A version of the following ran last year.
Christians use the Christmas holiday to remember and celebrate the birth of Jesus Christ. This event (apart from everything else it entails) provides a number of insights about human life and dignity. Here are three.
1. Each of us was once an unborn child. The incarnation—the coming into the world of Christ—did not happen in the manger. It happened some nine months earlier. We know this because that's how human development works according to the science of embryology and developmental biology. And because that's what the scriptural accounts affirm.
Mary was "with child" (Matthew 1:18) after Jesus was "conceived ... from the Holy Spirit" (Matthew 1:20). Earlier, Gabriel told Mary she would "conceive in [her] womb ... a son, [to be named] Jesus" (Luke 1:31). Luke 1:41-44 recounts that the "baby" John the Baptist (who was in his sixth month post-conception) "leaped for joy" in his mother's womb when he entered the presence of the unborn Jesus (who was probably a several-days-old embryo).
Jesus began his earthly existence as an embryo and fetus. So did all of us.
2. The weak and vulnerable matter just as much as the strong and independent. God himself chose to enter the world in the most vulnerable condition possible: as a tiny embryo, and then a fetus, and then a newborn baby lying in a manger. This turned ancient "might makes right" morality on its head. It suggests that human dignity is not determined by age, size, power, or independence.

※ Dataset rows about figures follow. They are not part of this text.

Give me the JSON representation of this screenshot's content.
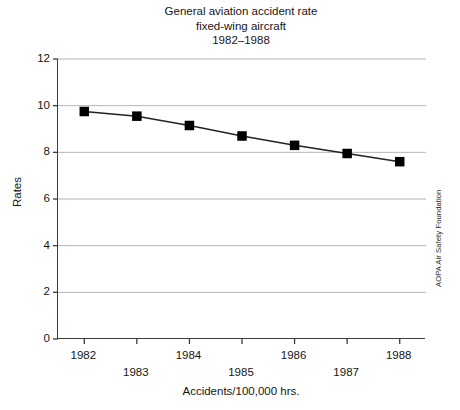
{
  "chart_data": {
    "type": "line",
    "title": "General aviation accident rate fixed-wing aircraft 1982–1988",
    "title_lines": [
      "General aviation accident rate",
      "fixed-wing aircraft",
      "1982–1988"
    ],
    "categories": [
      "1982",
      "1983",
      "1984",
      "1985",
      "1986",
      "1987",
      "1988"
    ],
    "values": [
      9.75,
      9.55,
      9.15,
      8.7,
      8.3,
      7.95,
      7.6
    ],
    "series": [
      {
        "name": "Accident rate",
        "values": [
          9.75,
          9.55,
          9.15,
          8.7,
          8.3,
          7.95,
          7.6
        ]
      }
    ],
    "xlabel": "Accidents/100,000 hrs.",
    "ylabel": "Rates",
    "ylim": [
      0,
      12
    ],
    "yticks": [
      0,
      2,
      4,
      6,
      8,
      10,
      12
    ],
    "ytick_labels": [
      "0",
      "2",
      "4",
      "6",
      "8",
      "10",
      "12"
    ],
    "xtick_labels": [
      "1982",
      "1983",
      "1984",
      "1985",
      "1986",
      "1987",
      "1988"
    ],
    "xtick_rows": [
      0,
      1,
      0,
      1,
      0,
      1,
      0
    ],
    "grid": "horizontal",
    "legend": "none",
    "marker": "square",
    "marker_color": "#000000",
    "line_color": "#222222",
    "grid_color": "#b4b4b4",
    "axis_color": "#3c3c3c",
    "background": "#ffffff",
    "annotations": [
      {
        "name": "credit",
        "text": "AOPA Air Safety Foundation",
        "position": "right-edge-vertical"
      }
    ]
  },
  "credit": {
    "text": "AOPA Air Safety Foundation"
  }
}
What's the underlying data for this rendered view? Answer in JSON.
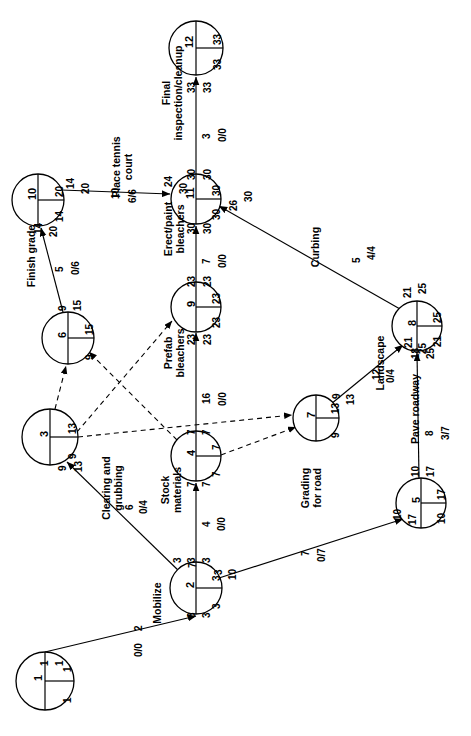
{
  "diagram": {
    "orientation": "rotated-90-ccw",
    "stroke_color": "#000000",
    "background_color": "#ffffff",
    "legend_note": "Each node circle shows: activity number (left half), early/late times (right quadrants). Arrow labels show early start / early finish, duration, and free float / total float."
  },
  "nodes": [
    {
      "id": "n1",
      "number": "1",
      "top_right": "1",
      "bottom_right": "1",
      "cx": 45,
      "cy": 681,
      "r": 29
    },
    {
      "id": "n2",
      "number": "2",
      "top_right": "3",
      "bottom_right": "3",
      "cx": 196,
      "cy": 588,
      "r": 26
    },
    {
      "id": "n3",
      "number": "3",
      "top_right": "13",
      "bottom_right": "9",
      "cx": 50,
      "cy": 437,
      "r": 28
    },
    {
      "id": "n4",
      "number": "4",
      "top_right": "7",
      "bottom_right": "7",
      "cx": 196,
      "cy": 456,
      "r": 25
    },
    {
      "id": "n5",
      "number": "5",
      "top_right": "17",
      "bottom_right": "10",
      "cx": 421,
      "cy": 503,
      "r": 25
    },
    {
      "id": "n6",
      "number": "6",
      "top_right": "15",
      "bottom_right": "9",
      "cx": 68,
      "cy": 338,
      "r": 26
    },
    {
      "id": "n7",
      "number": "7",
      "top_right": "13",
      "bottom_right": "9",
      "cx": 316,
      "cy": 418,
      "r": 23
    },
    {
      "id": "n8",
      "number": "8",
      "top_right": "25",
      "bottom_right": "21",
      "cx": 417,
      "cy": 326,
      "r": 25
    },
    {
      "id": "n9",
      "number": "9",
      "top_right": "23",
      "bottom_right": "23",
      "cx": 196,
      "cy": 307,
      "r": 25
    },
    {
      "id": "n10",
      "number": "10",
      "top_right": "20",
      "bottom_right": "14",
      "cx": 38,
      "cy": 200,
      "r": 26
    },
    {
      "id": "n11",
      "number": "11",
      "top_right": "30",
      "bottom_right": "30",
      "cx": 196,
      "cy": 199,
      "r": 25
    },
    {
      "id": "n12",
      "number": "12",
      "top_right": "33",
      "bottom_right": "33",
      "cx": 196,
      "cy": 48,
      "r": 27
    }
  ],
  "activities": [
    {
      "id": "a_mobilize",
      "name": "Mobilize",
      "from": "n1",
      "to": "n2",
      "duration": "2",
      "float": "0/0",
      "start_early": "1",
      "start_late": "1",
      "finish_early": "3",
      "finish_late": "3",
      "style": "solid"
    },
    {
      "id": "a_clearing",
      "name": "Clearing and\ngrubbing",
      "from": "n2",
      "to": "n3",
      "duration": "6",
      "float": "0/4",
      "start_early": "3",
      "start_late": "7",
      "finish_early": "9",
      "finish_late": "13",
      "style": "solid"
    },
    {
      "id": "a_stock",
      "name": "Stock\nmaterials",
      "from": "n2",
      "to": "n4",
      "duration": "4",
      "float": "0/0",
      "start_early": "3",
      "start_late": "3",
      "finish_early": "7",
      "finish_late": "7",
      "style": "solid"
    },
    {
      "id": "a_grading",
      "name": "Grading\nfor road",
      "from": "n2",
      "to": "n5",
      "duration": "7",
      "float": "0/7",
      "start_early": "3",
      "start_late": "10",
      "finish_early": "10",
      "finish_late": "17",
      "style": "solid"
    },
    {
      "id": "a_finish",
      "name": "Finish grade",
      "from": "n6",
      "to": "n10",
      "duration": "5",
      "float": "0/6",
      "start_early": "9",
      "start_late": "15",
      "finish_early": "14",
      "finish_late": "20",
      "style": "solid"
    },
    {
      "id": "a_tennis",
      "name": "Place tennis\ncourt",
      "from": "n10",
      "to": "n11",
      "duration": "10",
      "float": "6/6",
      "start_early": "14",
      "start_late": "20",
      "finish_early": "24",
      "finish_late": "30",
      "style": "solid"
    },
    {
      "id": "a_prefab",
      "name": "Prefab\nbleachers",
      "from": "n4",
      "to": "n9",
      "duration": "16",
      "float": "0/0",
      "start_early": "7",
      "start_late": "7",
      "finish_early": "23",
      "finish_late": "23",
      "style": "solid"
    },
    {
      "id": "a_erect",
      "name": "Erect/paint\nbleachers",
      "from": "n9",
      "to": "n11",
      "duration": "7",
      "float": "0/0",
      "start_early": "23",
      "start_late": "23",
      "finish_early": "30",
      "finish_late": "30",
      "style": "solid"
    },
    {
      "id": "a_final",
      "name": "Final\ninspection/cleanup",
      "from": "n11",
      "to": "n12",
      "duration": "3",
      "float": "0/0",
      "start_early": "30",
      "start_late": "30",
      "finish_early": "33",
      "finish_late": "33",
      "style": "solid"
    },
    {
      "id": "a_curbing",
      "name": "Curbing",
      "from": "n8",
      "to": "n11",
      "duration": "5",
      "float": "4/4",
      "start_early": "21",
      "start_late": "25",
      "finish_early": "26",
      "finish_late": "30",
      "style": "solid"
    },
    {
      "id": "a_landscape",
      "name": "Landscape",
      "from": "n7",
      "to": "n8",
      "duration": "12",
      "float": "0/4",
      "start_early": "9",
      "start_late": "13",
      "finish_early": "21",
      "finish_late": "25",
      "style": "solid"
    },
    {
      "id": "a_pave",
      "name": "Pave roadway",
      "from": "n5",
      "to": "n8",
      "duration": "8",
      "float": "3/7",
      "start_early": "10",
      "start_late": "17",
      "finish_early": "18",
      "finish_late": "25",
      "style": "solid"
    }
  ],
  "dummy_links": [
    {
      "id": "d_3_6",
      "from": "n3",
      "to": "n6",
      "style": "dashed"
    },
    {
      "id": "d_3_9",
      "from": "n3",
      "to": "n9",
      "style": "dashed"
    },
    {
      "id": "d_3_7",
      "from": "n3",
      "to": "n7",
      "style": "dashed"
    },
    {
      "id": "d_4_6",
      "from": "n4",
      "to": "n6",
      "style": "dashed"
    },
    {
      "id": "d_4_7",
      "from": "n4",
      "to": "n7",
      "style": "dashed"
    }
  ],
  "edge_labels": {
    "mobilize_es": "1",
    "mobilize_ls": "1",
    "mobilize_ef": "3",
    "mobilize_lf": "3",
    "clearing_es": "3",
    "clearing_ls": "7",
    "clearing_ef": "9",
    "clearing_lf": "13",
    "stock_es": "3",
    "stock_ls": "3",
    "stock_ef": "7",
    "stock_lf": "7",
    "grading_es": "3",
    "grading_ls": "10",
    "grading_ef": "10",
    "grading_lf": "17",
    "finish_es": "9",
    "finish_ls": "15",
    "finish_ef": "14",
    "finish_lf": "20",
    "tennis_es": "14",
    "tennis_ls": "20",
    "tennis_ef": "24",
    "tennis_lf": "30",
    "prefab_es": "7",
    "prefab_ls": "7",
    "prefab_ef": "23",
    "prefab_lf": "23",
    "erect_es": "23",
    "erect_ls": "23",
    "erect_ef": "30",
    "erect_lf": "30",
    "final_es": "30",
    "final_ls": "30",
    "final_ef": "33",
    "final_lf": "33",
    "curbing_es": "21",
    "curbing_ls": "25",
    "curbing_ef": "26",
    "curbing_lf": "30",
    "landscape_es": "9",
    "landscape_ls": "13",
    "landscape_ef": "21",
    "landscape_lf": "25",
    "pave_es": "10",
    "pave_ls": "17",
    "pave_ef": "18",
    "pave_lf": "25"
  }
}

3. Human life is extraordinarily valuable. Christmas is part of God's larger plan to rescue humanity because He loves us (John 3:16). Jesus came so that we might live. From this Christian perspective, God considers human life to be immensely precious and worth saving at tremendous cost. "Christian belief in the Incarnation is thus inseparable from belief in the objective, and even transcendent, value of the human race as a whole, and of each human person as an individual," writes Carson Holloway.
Christmas proves that human beings matter. All of them, at all stages of their lives—including the youngest and most vulnerable.